Canucks compete for Tonys
Win or lose, Come From Away can expect boost from award nods
THE CANADIAN PRESS
TORONTO — Bob Martin knows the benefits of the Tony bump.
Martin and Don McKellar cowrote the book for
a musical comedy that got its start in Toronto before going to Broadway and scoring 13 Tony nominations, including a nod for best musical.
“We didn’t expect anything, so it was fantastic — and then we ended up winning five Tony Awards,” recalled Martin, who along with McKellar won the best book of a musical prize. The show also won Tonys for original score, costume design, scenic design and best featured actress in a musical for Beth Leavel.

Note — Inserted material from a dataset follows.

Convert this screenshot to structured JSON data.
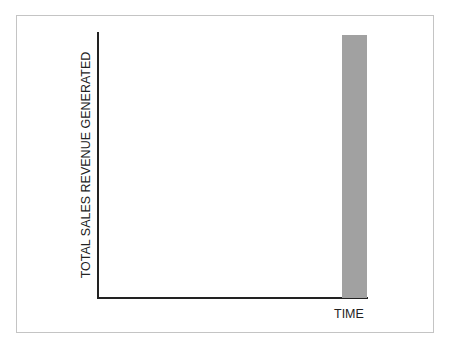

Falling just shy of capturing Broadway’s biggest musical prize did little to dim the fortunes of
The show enjoyed two national tours, was staged in Australia starring Oscar and Tony winner Geoffrey Rush, and other countries including Japan and Sweden.
“It’s been an incredible journey. It changed my life completely because now I spend six months of the year in New York,” Martin said in a phone interview from the Big Apple, where he is doing a workshop for the new musical
for which he has written the book.
“As soon as I won the Tony, I was immediately identified as a librettist — and before that, I had been an actor and a TV writer. So really, it’s hard to overstate how completely my life has changed.”
co-creators Irene Sankoff and David Hein may be in shared company with their counterparts come Sunday.
The Canadian husband-andwife team are nominated for best book and best score of a musical, two of the seven Tony nods for
The heartwarming musical about Newfoundland hospitality in the aftermath of the 9/11 attacks will compete against
for the prestigious best musical Tony.
heads into the Tonys with a slew of best musical wins from New York’s Drama Desk Awards, Outer Critics Circle
The show received “tremendous reviews” in the days leading up to the Tony nominations on May 2 — and its fortunes changed overnight.
“In that period between opening, Tony nominations and now, it’s done a dramatic turnaround, and it’s selling four times on a daily basis what it sold at the beginning, and it’s selling out many performances,” said Miramontez.
“Even if it doesn’t win, it will have the kind of life that it would never have had — it probably would have been closed by now — prior to the Tony Award attention.”
The musical lucky enough to capture the top Tony prize has the potential to book “a robust tour” and sell out engagements across the U.S., said Miramontez.
“In New York, it will increase the longevity of a run for a show because that tag ‘best musical’ differentiates that from many other shows, of course,” he said.
“There are very few ‘best musicals’ currently running on Broadway, and it helps audiences who are coming in from out of town who don’t necessarily know a lot about any given show to take a chance on it, because it’s got the imprimatur of a best musical Tony trophy, he added. “And that matters to audiences across the country and internationally.”
Toronto’s Mirvish Productions staged ahead of its current New York run and will mount a new production of the show beginning next February.
Mirvish has seen its subscription renewal rate hit an all-time high of 85 per cent heading into its new season — and
is what has made the difference, said director of communications John Karastamatis.
“The show was a hit here before Broadway happened,” said Karastamatis. “The fact that it has become a solid success in New York has just added fuel to the fire and it has made that show that much more powerful.”